The role OHSU created to manage patient transfers

In 2021, Oregon Health & Sciences University in Portland created the intake hospitalist role, a dedicated position to oversee patient transfers. In the years since, the academic health center has seen patient safety and physician experience improvements, according to a case study published Oct. 18 in NEJM Catalyst.

Prior to this initiative, hospitalists overseeing incoming transfer requests at OHSU were also managing their usual clinical and teaching duties. Oftentimes, transfer patients arrived who were clinically unstable and without proper records. Some arrived seemingly without a need for a higher level of care. In response, the intake hospitalist role was created. 

OHSU describes the role as "a dedicated and specially trained hospitalist without other clinical and educational duties, who manages all direct admissions, intrahospital transfers of service, and interhospital transfer requests to the Medicine service," with the overall goal being to improve quality and safety and "accept 'the right patient, at the right time, to the right place.'" 

The authors found having hospitalists fully dedicated to transfers led to improvements in safety, bed utilization and physician experience. When it comes to the cost of the effort, the authors found it was offset through indirect savings created by the backfill of inpatient beds with higher-complexity patients. The model has since been expanded to similar roles within ICUs and pediatrics.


■ **Required work**
No picture belongs in the copy. Repeat each line below exactly.
Material for this task Block Start
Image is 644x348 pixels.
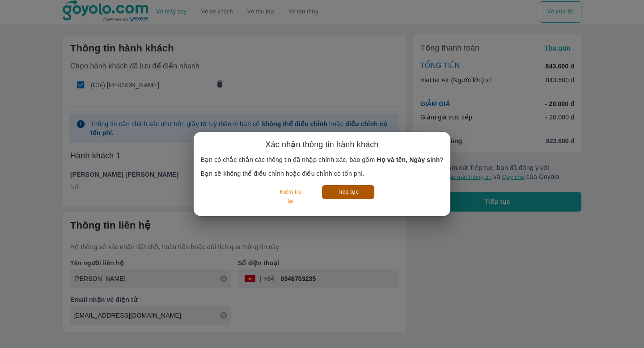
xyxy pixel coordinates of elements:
h6: Xác nhận thông tin hành khách [265,139,379,150]
button: Tiếp tục [322,185,374,198]
b: Họ và tên, Ngày sinh [376,156,439,163]
p: Bạn có chắc chắn các thông tin đã nhập chính xác, bao gồm ? [201,155,444,164]
p: Bạn sẽ không thể điều chỉnh hoặc điều chỉnh có tốn phí. [201,169,444,178]
button: Kiểm tra lại [270,185,311,209]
Material for this task Block End
■ **Result of the task**
Image is 644x348 pixels.
xyxy pixel coordinates of elements:
h6: Xác nhận thông tin hành khách [265,139,379,150]
button: Tiếp tục [322,185,374,198]
b: Họ và tên, Ngày sinh [376,156,439,163]
p: Bạn có chắc chắn các thông tin đã nhập chính xác, bao gồm ? [201,155,444,164]
p: Bạn sẽ không thể điều chỉnh hoặc điều chỉnh có tốn phí. [201,169,444,178]
button: Kiểm tra lại [270,185,311,209]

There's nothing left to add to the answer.